I suppose this hits home because it took me an exceptionally long time to even contemplate that I might be loved and cherished by God. And it remains a process. And I don’t think that, even the most virulently anti-Catholic of my colleagues would rest easy in the knowledge that they might have contributed to the blocking of that concept for some unknown soul somewhere, who desperately needed it.
Having delivered reports for many years from Coroners Courts, I had direct sight of the devastation wreaked by suicide. There is a particular and distinctive grief attached to it that sets these bereaved families apart. It is etched in their faces as they listen to the grim details of the ordinary actions that preceded an extraordinary act of desperation. They are forever haunted by questions that can never be answered.
This priest is asking all of us to ‘take responsibility to reverse this terrible epidemic.’ And ‘all of us’ includes Fr Mark himself and his brother priests.
Life Changing Miracles
The next item that struck me, is how he speaks about the Sacrament of Confession. He talks about the life changing miracles he has witnessed through that ministry. I have first hand experience of this, which I wrote about here and here, so I can attest to this message.
“I appeal also to my brother priests. We have seven Sacraments in the church. Two of these are what’s known as the healing Sacraments. The Sacrament of Anointing and the Sacrament of Reconciliation. Over the past thirty or forty years, the latter has been incredibly neglected if not outright ignored.
“In my short time as a priest I have seen more life changing miracles in the confessional than I could ever have hoped to imagine. In the confessional the life changing power of Jesus is at work. So many people go through their entire lives and have never encountered God’s reality, of the love he has for them through this Sacrament.”
“Jesus gave us this Sacrament not as a Sacrament to judge but as a Sacrament to set us free. So please give it the attention it deserves. Not only will it save souls, but it can save lives too.”
In closing, to those suffering in what he calls the ‘dark tunnel’ Fr Mark said:
“Please hold on. Speak to someone. Reach out. Pray. Come to me. I will pray with you.
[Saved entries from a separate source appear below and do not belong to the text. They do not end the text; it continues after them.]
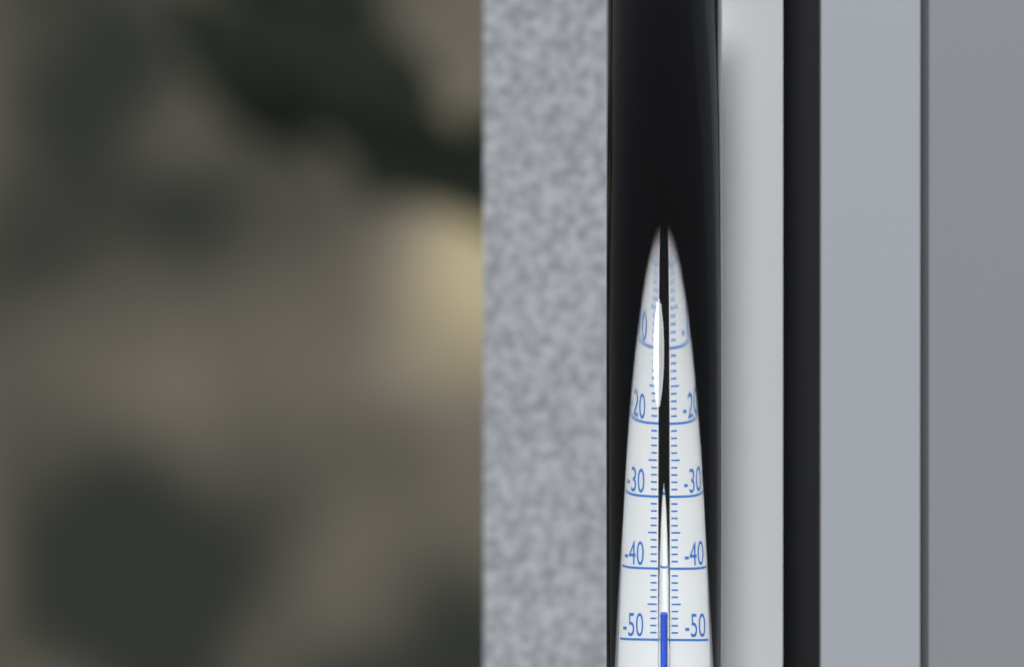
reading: -46 °C
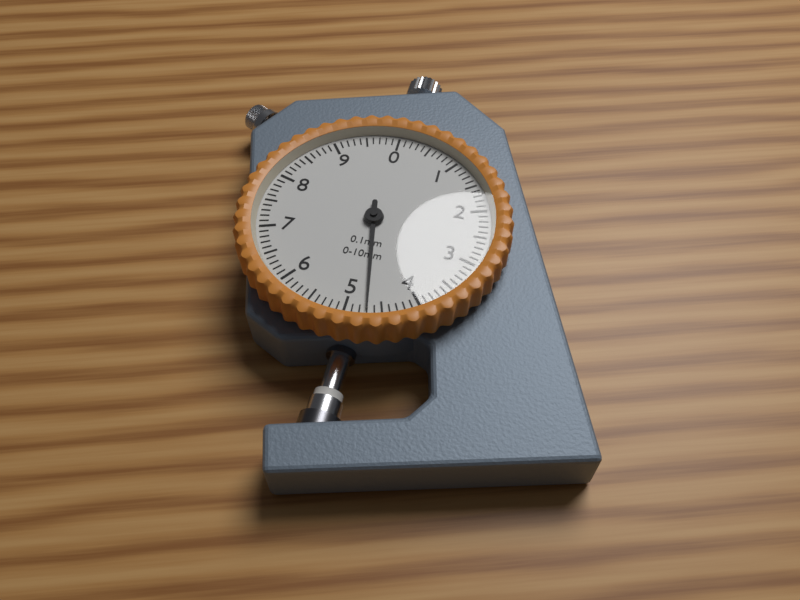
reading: 4.7 mm
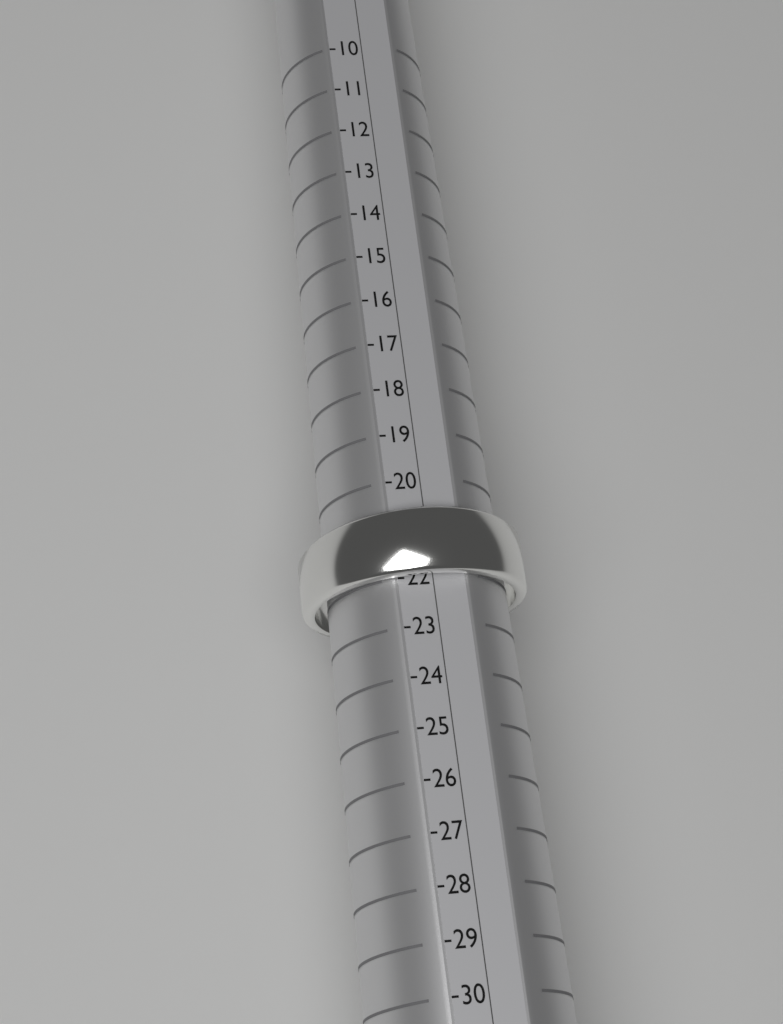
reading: 22 (no unit)
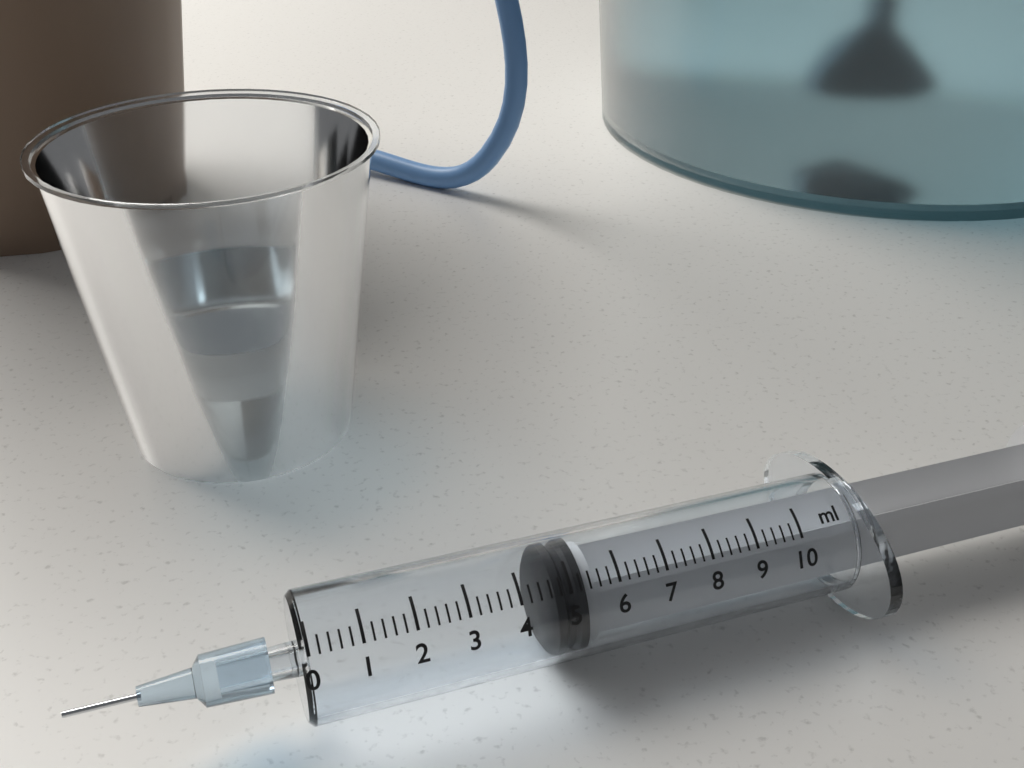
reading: 4.6 ml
Remember this; you cannot go back and change the beginning, but you can start where you are and change the ending. In the name of the Father, Son and Holy Spirit.”
I’m sharing Fr Brendan Kilcoyne’s ‘The Brendan Option’ presentation of the homily itself because it includes something important that he says by way of introduction:
“There is a clear alarm bell in that sermon which needs to be sounded as to the condition of people in modern Ireland.”
Watch ‘Suicide in Modern Ireland’ on The Brendan Option here
(Fr Mark Quinn’s homily begins around 11mins)






There are no secular solutions to the problems of the world!
Solzhenitsyn warned in 1983 that the EU was way worse than communism!
Our Lady has told us this for almost 200 years but laity and clergy ignored all the warnings🤮
The illusion of freedom was marketed by addictions, pushed by TV, internet, NGO’s , Politicians/media etc and has resulted in billions of babies being slaughtered and now the whole woke BS😈
Each of us must turn back to God simplify our lives and resist the lies🙏
The Church “leaders” need to man up speak the truth and be willing to get down and dirty in the spiritual war they have deserted from for 60 years👊
But each human being must choose because eternal life with God is where the real action is🙏
I am not a Christian but I always love your writings.